Today I wake to a debate on the radio, they are arguing about whether the NHS should be funding homeopathy or not.

It’s BBC Radio 4, the Today Programme. The NHS is spending £4m a year on homeopathy, and there are calls for it to be dropped. “It doesn’t work,” says the naysayer. “It does,” says its supporter. It’s a long-standing debate.
I remember one of the many times that I’ve used homeopathy.
One of my teeth is hurting, a lot, and it turns out it’s dead and needs to be replaced.
It takes several hours and a few visits to the dentist to get the dead tooth out, and to put the new ‘tooth’ in, and it is pretty unpleasant.
After the work is finished, the dentist says, “you need to take antibiotics to stop an infection in the jaw.”
I tell him that I don’t want to take antibiotics. He gets very angry, and he forcefully hands me a prescription. I reluctantly take it.

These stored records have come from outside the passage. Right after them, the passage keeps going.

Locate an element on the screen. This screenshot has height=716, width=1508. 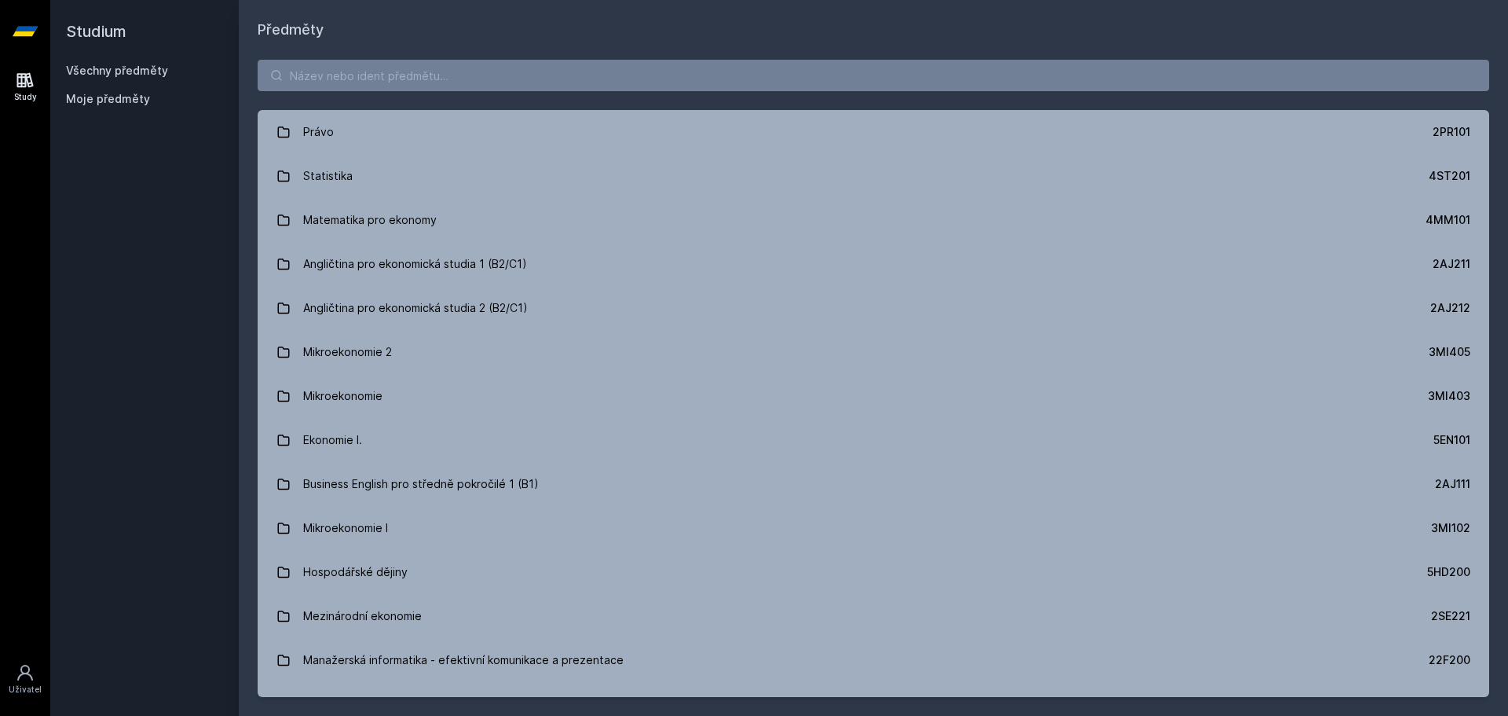
div: Ekonomie I. is located at coordinates (332, 440).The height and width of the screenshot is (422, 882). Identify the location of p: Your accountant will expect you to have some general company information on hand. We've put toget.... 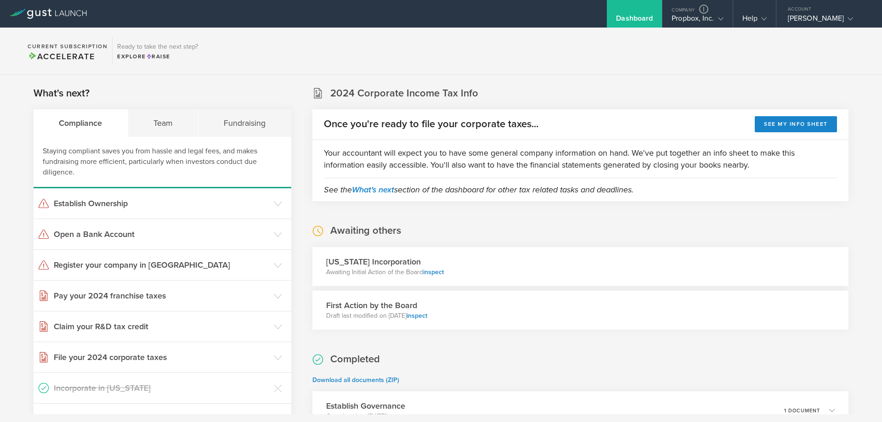
(580, 159).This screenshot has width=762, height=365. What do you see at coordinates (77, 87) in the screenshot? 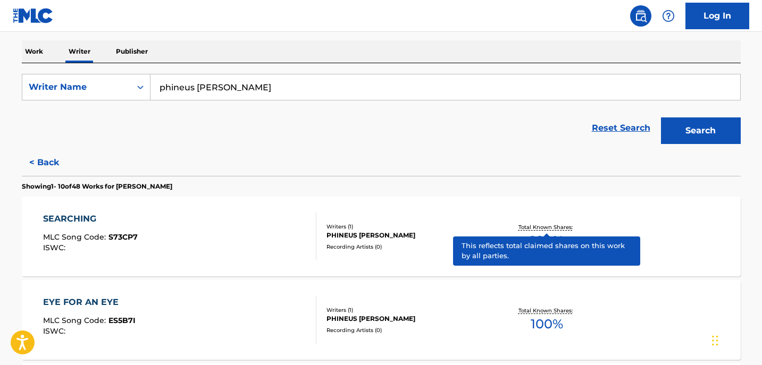
I see `div: Writer Name` at bounding box center [77, 87].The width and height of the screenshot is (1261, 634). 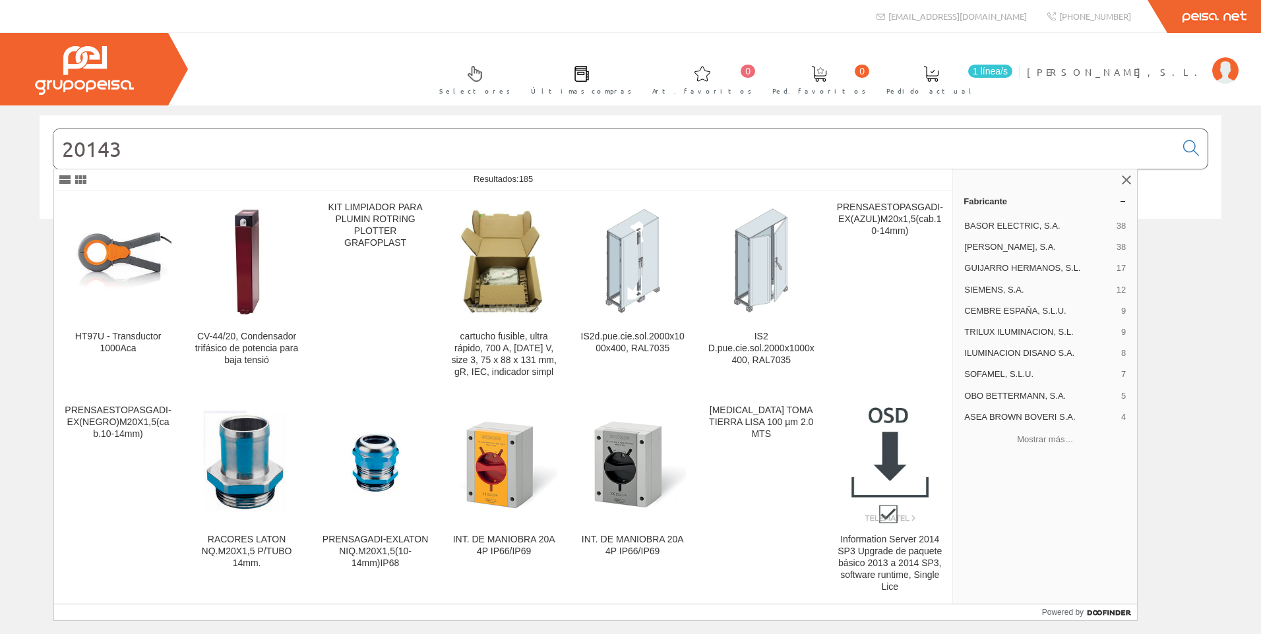 I want to click on span: Últimas compras, so click(x=581, y=91).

But I really don’t want to take antibiotics so I go to see a homeopath instead.
She gives me a remedy – I can’t remember which one – which I take for a few days.
At the end of the week, I go back to the dentist so he can check my progress. He takes an X-ray of my jaw, and… there is no infection.
“See,” he says, “I told you you needed to take antibiotics.”
“I didn’t,” I say. “I took homeopathy.”
That shut him up.
This is nothing to do with making fires, tinder kits, or being in the wild, but it needs to be said: homeopathy works.